You can’t turn pictrs off as a configuration setting?
You can’t turn pictrs off as a configuration setting?
Can CSAM distributors use it as a test suite for workarounds?
Edit: first draft was too declarative where I meant to pose the thought as a question.
https://github.com/LemmyNet/lemmy/issues/2959 got closed. From what I gather it seemed like too large of a task to tackle right now. They are recommending to use pinned posts with links to other posts if that gets too large as a workaround.
Edit: I tried writing out an explanation of how defederation works, but Lemmy has a few more gotchas with communities being owned on different instances. See https://lemmy.world/comment/276067 for some info about how the Beehaw defederation of LW worked.

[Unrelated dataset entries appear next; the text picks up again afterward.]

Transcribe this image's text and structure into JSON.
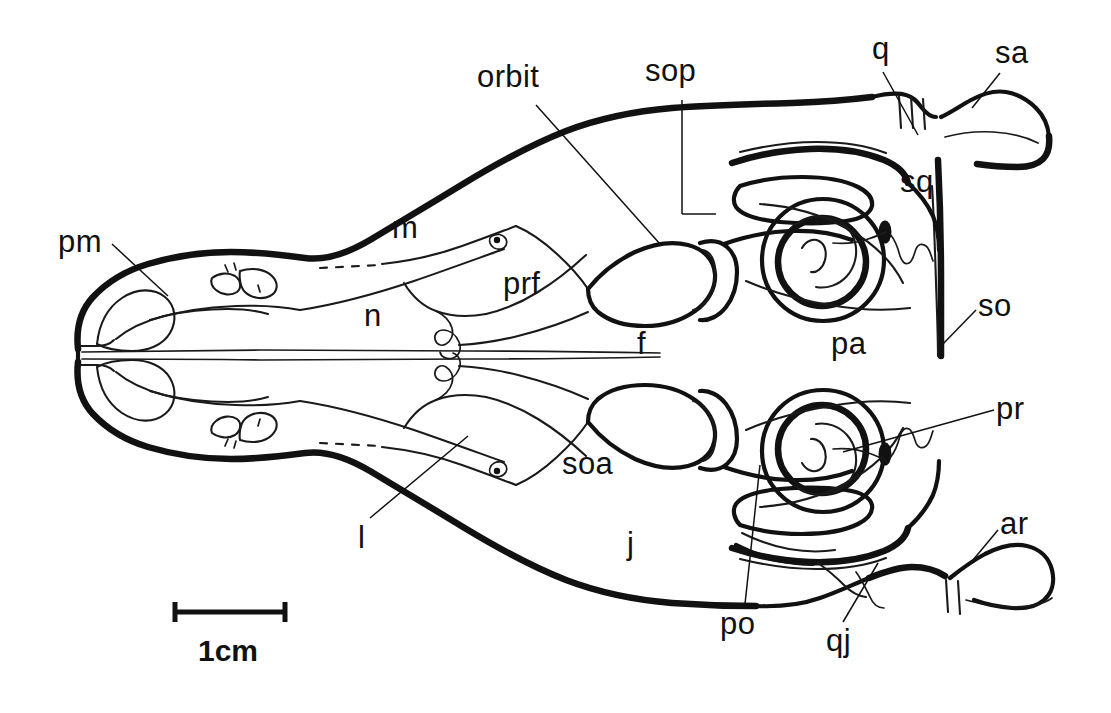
{
  "figure": {
    "kind": "anatomical-line-drawing",
    "background_color": "#ffffff",
    "ink_color": "#111111"
  },
  "scale_bar": {
    "caption": "1cm",
    "bar_length_px": 115,
    "bar_x_start": 172,
    "bar_x_end": 287,
    "bar_y": 612
  },
  "labels": [
    {
      "key": "pm",
      "text": "pm",
      "x": 58,
      "y": 226,
      "leader": true
    },
    {
      "key": "orbit",
      "text": "orbit",
      "x": 477,
      "y": 61,
      "leader": true
    },
    {
      "key": "sop",
      "text": "sop",
      "x": 645,
      "y": 55,
      "leader": true
    },
    {
      "key": "q",
      "text": "q",
      "x": 872,
      "y": 33,
      "leader": true
    },
    {
      "key": "sa",
      "text": "sa",
      "x": 995,
      "y": 37,
      "leader": true
    },
    {
      "key": "sq",
      "text": "sq",
      "x": 900,
      "y": 166,
      "leader": false
    },
    {
      "key": "m",
      "text": "m",
      "x": 392,
      "y": 212,
      "leader": false
    },
    {
      "key": "prf",
      "text": "prf",
      "x": 503,
      "y": 268,
      "leader": false
    },
    {
      "key": "n",
      "text": "n",
      "x": 364,
      "y": 300,
      "leader": false
    },
    {
      "key": "f",
      "text": "f",
      "x": 637,
      "y": 328,
      "leader": false
    },
    {
      "key": "pa",
      "text": "pa",
      "x": 831,
      "y": 328,
      "leader": false
    },
    {
      "key": "so",
      "text": "so",
      "x": 978,
      "y": 290,
      "leader": true
    },
    {
      "key": "pr",
      "text": "pr",
      "x": 996,
      "y": 393,
      "leader": true
    },
    {
      "key": "soa",
      "text": "soa",
      "x": 562,
      "y": 448,
      "leader": false
    },
    {
      "key": "l",
      "text": "l",
      "x": 358,
      "y": 522,
      "leader": true
    },
    {
      "key": "j",
      "text": "j",
      "x": 627,
      "y": 528,
      "leader": false
    },
    {
      "key": "ar",
      "text": "ar",
      "x": 1000,
      "y": 508,
      "leader": true
    },
    {
      "key": "po",
      "text": "po",
      "x": 720,
      "y": 608,
      "leader": true
    },
    {
      "key": "qj",
      "text": "qj",
      "x": 826,
      "y": 625,
      "leader": true
    }
  ],
  "label_text": {
    "pm": "pm",
    "orbit": "orbit",
    "sop": "sop",
    "q": "q",
    "sa": "sa",
    "sq": "sq",
    "m": "m",
    "prf": "prf",
    "n": "n",
    "f": "f",
    "pa": "pa",
    "so": "so",
    "pr": "pr",
    "soa": "soa",
    "l": "l",
    "j": "j",
    "ar": "ar",
    "po": "po",
    "qj": "qj"
  }
}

Meta can and already probably does have crawler bots capturing the data anyway. Anything public on the internet you should assume is consumable by these types of companies.

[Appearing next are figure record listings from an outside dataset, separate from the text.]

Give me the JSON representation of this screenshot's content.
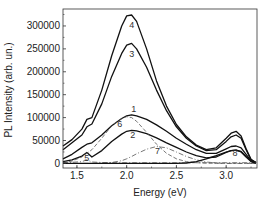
{
  "chart_data": {
    "type": "line",
    "title": "",
    "xlabel": "Energy (eV)",
    "ylabel": "PL Intensity (arb. un.)",
    "xlim": [
      1.36,
      3.31
    ],
    "ylim": [
      -10000,
      337000
    ],
    "xticks": [
      1.5,
      2.0,
      2.5,
      3.0
    ],
    "xtick_labels": [
      "1.5",
      "2.0",
      "2.5",
      "3.0"
    ],
    "yticks": [
      0,
      50000,
      100000,
      150000,
      200000,
      250000,
      300000
    ],
    "ytick_labels": [
      "0",
      "50000",
      "100000",
      "150000",
      "200000",
      "250000",
      "300000"
    ],
    "grid": false,
    "legend": "none (curves labeled inline 1-8)",
    "x": [
      1.36,
      1.45,
      1.55,
      1.6,
      1.65,
      1.75,
      1.85,
      1.95,
      2.0,
      2.05,
      2.1,
      2.2,
      2.3,
      2.4,
      2.5,
      2.6,
      2.7,
      2.8,
      2.9,
      3.0,
      3.05,
      3.1,
      3.15,
      3.2,
      3.25,
      3.3
    ],
    "series": [
      {
        "name": "1",
        "style": "solid",
        "values": [
          10000,
          20000,
          35000,
          42000,
          45000,
          62000,
          82000,
          98000,
          104000,
          106000,
          104000,
          96000,
          84000,
          70000,
          55000,
          42000,
          30000,
          22000,
          22000,
          32000,
          37000,
          38000,
          34000,
          20000,
          6000,
          2000
        ]
      },
      {
        "name": "2",
        "style": "solid",
        "values": [
          4000,
          8000,
          16000,
          24000,
          14000,
          28000,
          48000,
          64000,
          70000,
          72000,
          71000,
          65000,
          56000,
          45000,
          35000,
          25000,
          17000,
          12000,
          14000,
          24000,
          28000,
          29000,
          26000,
          15000,
          5000,
          1000
        ]
      },
      {
        "name": "3",
        "style": "solid",
        "values": [
          30000,
          45000,
          62000,
          80000,
          86000,
          130000,
          190000,
          240000,
          258000,
          262000,
          250000,
          210000,
          160000,
          115000,
          80000,
          55000,
          38000,
          28000,
          30000,
          48000,
          58000,
          62000,
          55000,
          30000,
          8000,
          2000
        ]
      },
      {
        "name": "4",
        "style": "solid",
        "values": [
          38000,
          52000,
          75000,
          96000,
          100000,
          160000,
          235000,
          300000,
          322000,
          324000,
          310000,
          250000,
          180000,
          125000,
          85000,
          58000,
          40000,
          30000,
          34000,
          55000,
          66000,
          70000,
          60000,
          32000,
          9000,
          2000
        ]
      },
      {
        "name": "5",
        "style": "dash-dot",
        "values": [
          2000,
          2500,
          4000,
          8000,
          3000,
          2000,
          1500,
          1500,
          1500,
          1500,
          1500,
          1500,
          1500,
          1500,
          1500,
          1500,
          1500,
          1500,
          1500,
          1500,
          1500,
          1500,
          1500,
          1500,
          1500,
          1500
        ]
      },
      {
        "name": "6",
        "style": "dashed",
        "values": [
          2000,
          5000,
          14000,
          22000,
          30000,
          55000,
          82000,
          98000,
          102000,
          100000,
          92000,
          68000,
          42000,
          22000,
          10000,
          4000,
          1500,
          500,
          0,
          0,
          0,
          0,
          0,
          0,
          0,
          0
        ]
      },
      {
        "name": "7",
        "style": "dash-dot",
        "values": [
          0,
          0,
          0,
          0,
          0,
          500,
          2000,
          6000,
          10000,
          15000,
          21000,
          31000,
          37000,
          34000,
          25000,
          15000,
          8000,
          3000,
          1000,
          0,
          0,
          0,
          0,
          0,
          0,
          0
        ]
      },
      {
        "name": "8",
        "style": "solid",
        "values": [
          0,
          0,
          0,
          0,
          0,
          0,
          0,
          0,
          0,
          0,
          0,
          0,
          0,
          0,
          0,
          1000,
          4000,
          10000,
          17000,
          25000,
          28000,
          29000,
          25000,
          14000,
          4000,
          0
        ]
      }
    ],
    "annotations": [
      {
        "text": "4",
        "x": 2.05,
        "y": 295000
      },
      {
        "text": "3",
        "x": 2.05,
        "y": 232000
      },
      {
        "text": "1",
        "x": 2.07,
        "y": 112000
      },
      {
        "text": "6",
        "x": 1.93,
        "y": 80000
      },
      {
        "text": "2",
        "x": 2.06,
        "y": 55000
      },
      {
        "text": "7",
        "x": 2.31,
        "y": 20000
      },
      {
        "text": "5",
        "x": 1.6,
        "y": 5000
      },
      {
        "text": "8",
        "x": 3.09,
        "y": 17000
      }
    ]
  }
}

Additionally, instances of ActivityPub platforms can further require releases of ownership if they have a TOS stating so in their registration (like any other website). IANAL but I would reach out to one to discuss your options on restricting the usage of your works if that is a concern. In general, I think the safest option is to host your own works and share only the links and what you don’t mind being scraped on sites like these. Some AP platforms like Mastodon Glitch Edition allow local-only (non-federated) posts, but as far as I know Lemmy don’t support that yet.
That’s a good idea that I’d really like that to be a norm in news communities.

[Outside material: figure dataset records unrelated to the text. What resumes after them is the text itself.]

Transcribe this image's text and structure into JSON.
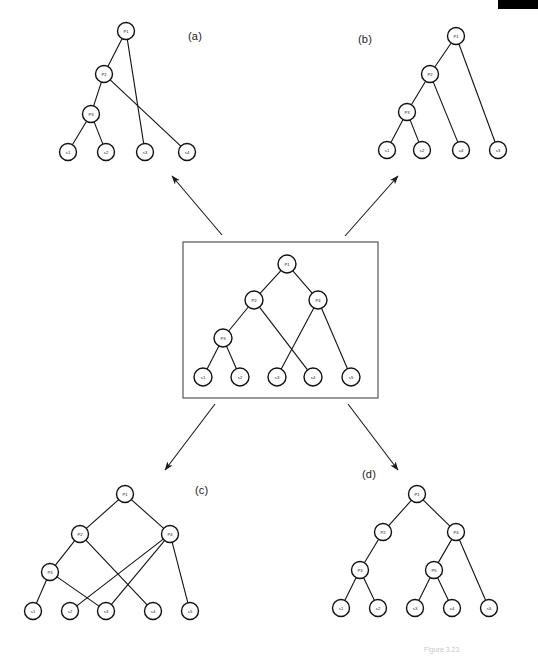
{
  "figure": {
    "background_color": "#ffffff",
    "stroke_color": "#111111",
    "box_stroke_color": "#555555",
    "width": 538,
    "height": 659
  },
  "panels": [
    {
      "id": "a",
      "label": "(a)",
      "label_x": 188,
      "label_y": 30
    },
    {
      "id": "b",
      "label": "(b)",
      "label_x": 358,
      "label_y": 33
    },
    {
      "id": "c",
      "label": "(c)",
      "label_x": 195,
      "label_y": 484
    },
    {
      "id": "d",
      "label": "(d)",
      "label_x": 362,
      "label_y": 468
    }
  ],
  "center": {
    "name": "center-boxed-tree",
    "box": {
      "x": 183,
      "y": 242,
      "width": 195,
      "height": 156
    }
  },
  "bottom_caption": "Figure 3.23",
  "graphs": {
    "panel_a": {
      "nodes": [
        {
          "id": "P1",
          "label": "P1",
          "x": 126,
          "y": 31,
          "r": 8.5
        },
        {
          "id": "P2",
          "label": "P2",
          "x": 104,
          "y": 74,
          "r": 8.5
        },
        {
          "id": "P3",
          "label": "P3",
          "x": 91,
          "y": 114,
          "r": 8.5
        },
        {
          "id": "s1",
          "label": "s1",
          "x": 68,
          "y": 152,
          "r": 8.5
        },
        {
          "id": "s2",
          "label": "s2",
          "x": 106,
          "y": 152,
          "r": 8.5
        },
        {
          "id": "s3",
          "label": "s3",
          "x": 145,
          "y": 152,
          "r": 8.5
        },
        {
          "id": "s4",
          "label": "s4",
          "x": 187,
          "y": 152,
          "r": 8.5
        }
      ],
      "edges": [
        [
          "P1",
          "P2"
        ],
        [
          "P1",
          "s3"
        ],
        [
          "P2",
          "P3"
        ],
        [
          "P2",
          "s4"
        ],
        [
          "P3",
          "s1"
        ],
        [
          "P3",
          "s2"
        ]
      ]
    },
    "panel_b": {
      "nodes": [
        {
          "id": "P1",
          "label": "P1",
          "x": 456,
          "y": 36,
          "r": 8.5
        },
        {
          "id": "P2",
          "label": "P2",
          "x": 430,
          "y": 74,
          "r": 8.5
        },
        {
          "id": "P3",
          "label": "P3",
          "x": 407,
          "y": 112,
          "r": 8.5
        },
        {
          "id": "s1",
          "label": "s1",
          "x": 387,
          "y": 150,
          "r": 8.5
        },
        {
          "id": "s2",
          "label": "s2",
          "x": 422,
          "y": 150,
          "r": 8.5
        },
        {
          "id": "s4",
          "label": "s4",
          "x": 461,
          "y": 150,
          "r": 8.5
        },
        {
          "id": "s3",
          "label": "s3",
          "x": 498,
          "y": 150,
          "r": 8.5
        }
      ],
      "edges": [
        [
          "P1",
          "P2"
        ],
        [
          "P1",
          "s3"
        ],
        [
          "P2",
          "P3"
        ],
        [
          "P2",
          "s4"
        ],
        [
          "P3",
          "s1"
        ],
        [
          "P3",
          "s2"
        ]
      ]
    },
    "panel_center": {
      "nodes": [
        {
          "id": "P1",
          "label": "P1",
          "x": 287,
          "y": 264,
          "r": 9
        },
        {
          "id": "P2",
          "label": "P2",
          "x": 254,
          "y": 300,
          "r": 9
        },
        {
          "id": "P4",
          "label": "P4",
          "x": 318,
          "y": 300,
          "r": 9
        },
        {
          "id": "P3",
          "label": "P3",
          "x": 223,
          "y": 338,
          "r": 9
        },
        {
          "id": "s1",
          "label": "s1",
          "x": 203,
          "y": 377,
          "r": 9
        },
        {
          "id": "s2",
          "label": "s2",
          "x": 240,
          "y": 377,
          "r": 9
        },
        {
          "id": "s3",
          "label": "s3",
          "x": 277,
          "y": 377,
          "r": 9
        },
        {
          "id": "s4",
          "label": "s4",
          "x": 313,
          "y": 377,
          "r": 9
        },
        {
          "id": "s5",
          "label": "s5",
          "x": 351,
          "y": 377,
          "r": 9
        }
      ],
      "edges": [
        [
          "P1",
          "P2"
        ],
        [
          "P1",
          "P4"
        ],
        [
          "P2",
          "P3"
        ],
        [
          "P2",
          "s4"
        ],
        [
          "P4",
          "s3"
        ],
        [
          "P4",
          "s5"
        ],
        [
          "P3",
          "s1"
        ],
        [
          "P3",
          "s2"
        ]
      ]
    },
    "panel_c": {
      "nodes": [
        {
          "id": "P1",
          "label": "P1",
          "x": 125,
          "y": 494,
          "r": 8.5
        },
        {
          "id": "P2",
          "label": "P2",
          "x": 80,
          "y": 534,
          "r": 8.5
        },
        {
          "id": "P4",
          "label": "P4",
          "x": 170,
          "y": 534,
          "r": 8.5
        },
        {
          "id": "P3",
          "label": "P3",
          "x": 50,
          "y": 572,
          "r": 8.5
        },
        {
          "id": "s1",
          "label": "s1",
          "x": 33,
          "y": 611,
          "r": 8.5
        },
        {
          "id": "s2",
          "label": "s2",
          "x": 70,
          "y": 611,
          "r": 8.5
        },
        {
          "id": "s3",
          "label": "s3",
          "x": 106,
          "y": 611,
          "r": 8.5
        },
        {
          "id": "s4",
          "label": "s4",
          "x": 153,
          "y": 611,
          "r": 8.5
        },
        {
          "id": "s5",
          "label": "s5",
          "x": 190,
          "y": 611,
          "r": 8.5
        }
      ],
      "edges": [
        [
          "P1",
          "P2"
        ],
        [
          "P1",
          "P4"
        ],
        [
          "P2",
          "P3"
        ],
        [
          "P2",
          "s4"
        ],
        [
          "P3",
          "s1"
        ],
        [
          "P3",
          "s3"
        ],
        [
          "P4",
          "s2"
        ],
        [
          "P4",
          "s3"
        ],
        [
          "P4",
          "s5"
        ]
      ]
    },
    "panel_d": {
      "nodes": [
        {
          "id": "P1",
          "label": "P1",
          "x": 417,
          "y": 494,
          "r": 8.5
        },
        {
          "id": "P2",
          "label": "P2",
          "x": 383,
          "y": 532,
          "r": 8.5
        },
        {
          "id": "P4",
          "label": "P4",
          "x": 456,
          "y": 532,
          "r": 8.5
        },
        {
          "id": "P3",
          "label": "P3",
          "x": 360,
          "y": 570,
          "r": 8.5
        },
        {
          "id": "P5",
          "label": "P5",
          "x": 434,
          "y": 570,
          "r": 8.5
        },
        {
          "id": "s1",
          "label": "s1",
          "x": 341,
          "y": 608,
          "r": 8.5
        },
        {
          "id": "s2",
          "label": "s2",
          "x": 378,
          "y": 608,
          "r": 8.5
        },
        {
          "id": "s3",
          "label": "s3",
          "x": 415,
          "y": 608,
          "r": 8.5
        },
        {
          "id": "s4",
          "label": "s4",
          "x": 452,
          "y": 608,
          "r": 8.5
        },
        {
          "id": "s5",
          "label": "s5",
          "x": 489,
          "y": 608,
          "r": 8.5
        }
      ],
      "edges": [
        [
          "P1",
          "P2"
        ],
        [
          "P1",
          "P4"
        ],
        [
          "P2",
          "P3"
        ],
        [
          "P4",
          "P5"
        ],
        [
          "P4",
          "s5"
        ],
        [
          "P3",
          "s1"
        ],
        [
          "P3",
          "s2"
        ],
        [
          "P5",
          "s3"
        ],
        [
          "P5",
          "s4"
        ]
      ]
    }
  },
  "arrows": [
    {
      "name": "arrow-to-panel-a",
      "x1": 222,
      "y1": 235,
      "x2": 172,
      "y2": 176
    },
    {
      "name": "arrow-to-panel-b",
      "x1": 345,
      "y1": 236,
      "x2": 398,
      "y2": 176
    },
    {
      "name": "arrow-to-panel-c",
      "x1": 215,
      "y1": 404,
      "x2": 165,
      "y2": 470
    },
    {
      "name": "arrow-to-panel-d",
      "x1": 348,
      "y1": 404,
      "x2": 398,
      "y2": 470
    }
  ],
  "top_bar": {
    "x": 498,
    "y": 0,
    "width": 40,
    "height": 9,
    "color": "#000000"
  }
}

How do you prevent that? I think that might simply be inherent of unrestricted news communities, not necessarily the platform itself. You can have a more restricted news community that disallows click bait or polarizing titles or only allow posts by approved users (or go further and lock to instance like beehaw).
If you don’t want to wait for that feature in Lemmy, you can interact with Lemmy users and communities on other AP speaking platforms. Kbin seems to do this in an all in one approach, but you can easily follow Lemmy users in Masto too. I’ve been splitting between Lemmy for communities and Masto for people so far.
I think Lemmy being decentralized and not having user karma by design already gets a pretty good base. With the concerns of censorship, admin drama, and protecting marginalized groups, the rest has to come from your instance admins and moderators of communities you follow. With the nature of the platform, you can create toxic places but those are easily defederated and/or blocked.
Thanks for posting this, really highlights all the hard work, and congrats @nutomic!